*What is expected:*
Copy each line of the data below, character for character.

*** Opening of Recorded information ***

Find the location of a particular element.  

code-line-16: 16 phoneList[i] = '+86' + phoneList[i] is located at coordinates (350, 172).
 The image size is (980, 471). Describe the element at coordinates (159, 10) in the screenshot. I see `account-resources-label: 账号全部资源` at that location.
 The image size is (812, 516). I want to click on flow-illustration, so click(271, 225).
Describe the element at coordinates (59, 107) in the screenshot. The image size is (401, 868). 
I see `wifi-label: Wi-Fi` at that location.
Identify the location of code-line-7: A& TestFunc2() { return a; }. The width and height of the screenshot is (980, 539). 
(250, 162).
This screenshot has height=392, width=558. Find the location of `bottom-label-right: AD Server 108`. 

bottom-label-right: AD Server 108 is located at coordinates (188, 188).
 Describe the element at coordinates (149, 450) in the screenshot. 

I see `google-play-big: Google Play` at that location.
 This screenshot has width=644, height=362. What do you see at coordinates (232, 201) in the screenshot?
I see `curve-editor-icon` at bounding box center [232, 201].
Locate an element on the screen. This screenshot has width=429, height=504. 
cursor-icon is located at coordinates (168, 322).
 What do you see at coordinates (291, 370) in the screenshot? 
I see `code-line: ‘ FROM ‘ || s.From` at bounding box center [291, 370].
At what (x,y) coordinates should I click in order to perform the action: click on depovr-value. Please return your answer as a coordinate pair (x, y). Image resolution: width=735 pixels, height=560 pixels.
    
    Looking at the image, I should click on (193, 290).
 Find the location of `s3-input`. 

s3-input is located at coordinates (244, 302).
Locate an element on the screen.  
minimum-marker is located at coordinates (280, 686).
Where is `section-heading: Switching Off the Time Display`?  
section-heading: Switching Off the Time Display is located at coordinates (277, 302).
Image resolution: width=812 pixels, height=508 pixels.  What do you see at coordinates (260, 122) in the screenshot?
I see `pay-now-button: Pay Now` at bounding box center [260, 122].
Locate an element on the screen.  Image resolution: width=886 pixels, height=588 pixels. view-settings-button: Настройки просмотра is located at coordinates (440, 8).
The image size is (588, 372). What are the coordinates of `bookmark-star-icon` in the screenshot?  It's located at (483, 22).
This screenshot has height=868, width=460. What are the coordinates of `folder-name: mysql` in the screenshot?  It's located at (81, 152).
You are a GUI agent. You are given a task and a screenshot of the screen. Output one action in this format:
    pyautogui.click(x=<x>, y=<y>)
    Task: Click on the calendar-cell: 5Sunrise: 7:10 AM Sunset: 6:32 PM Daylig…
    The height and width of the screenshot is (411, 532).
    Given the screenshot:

*** Close of Recorded information ***

*Solution:*
Find the location of a particular element.  

code-line-16: 16 phoneList[i] = '+86' + phoneList[i] is located at coordinates (350, 172).
 The image size is (980, 471). Describe the element at coordinates (159, 10) in the screenshot. I see `account-resources-label: 账号全部资源` at that location.
 The image size is (812, 516). I want to click on flow-illustration, so click(271, 225).
Describe the element at coordinates (59, 107) in the screenshot. The image size is (401, 868). 
I see `wifi-label: Wi-Fi` at that location.
Identify the location of code-line-7: A& TestFunc2() { return a; }. The width and height of the screenshot is (980, 539). 
(250, 162).
This screenshot has height=392, width=558. Find the location of `bottom-label-right: AD Server 108`. 

bottom-label-right: AD Server 108 is located at coordinates (188, 188).
 Describe the element at coordinates (149, 450) in the screenshot. 

I see `google-play-big: Google Play` at that location.
 This screenshot has width=644, height=362. What do you see at coordinates (232, 201) in the screenshot?
I see `curve-editor-icon` at bounding box center [232, 201].
Locate an element on the screen. This screenshot has width=429, height=504. 
cursor-icon is located at coordinates (168, 322).
 What do you see at coordinates (291, 370) in the screenshot? 
I see `code-line: ‘ FROM ‘ || s.From` at bounding box center [291, 370].
At what (x,y) coordinates should I click in order to perform the action: click on depovr-value. Please return your answer as a coordinate pair (x, y). Image resolution: width=735 pixels, height=560 pixels.
    
    Looking at the image, I should click on (193, 290).
 Find the location of `s3-input`. 

s3-input is located at coordinates (244, 302).
Locate an element on the screen.  
minimum-marker is located at coordinates (280, 686).
Where is `section-heading: Switching Off the Time Display`?  
section-heading: Switching Off the Time Display is located at coordinates (277, 302).
Image resolution: width=812 pixels, height=508 pixels.  What do you see at coordinates (260, 122) in the screenshot?
I see `pay-now-button: Pay Now` at bounding box center [260, 122].
Locate an element on the screen.  Image resolution: width=886 pixels, height=588 pixels. view-settings-button: Настройки просмотра is located at coordinates (440, 8).
The image size is (588, 372). What are the coordinates of `bookmark-star-icon` in the screenshot?  It's located at (483, 22).
This screenshot has height=868, width=460. What are the coordinates of `folder-name: mysql` in the screenshot?  It's located at (81, 152).
You are a GUI agent. You are given a task and a screenshot of the screen. Output one action in this format:
    pyautogui.click(x=<x>, y=<y>)
    Task: Click on the calendar-cell: 5Sunrise: 7:10 AM Sunset: 6:32 PM Daylig…
    The height and width of the screenshot is (411, 532).
    Given the screenshot:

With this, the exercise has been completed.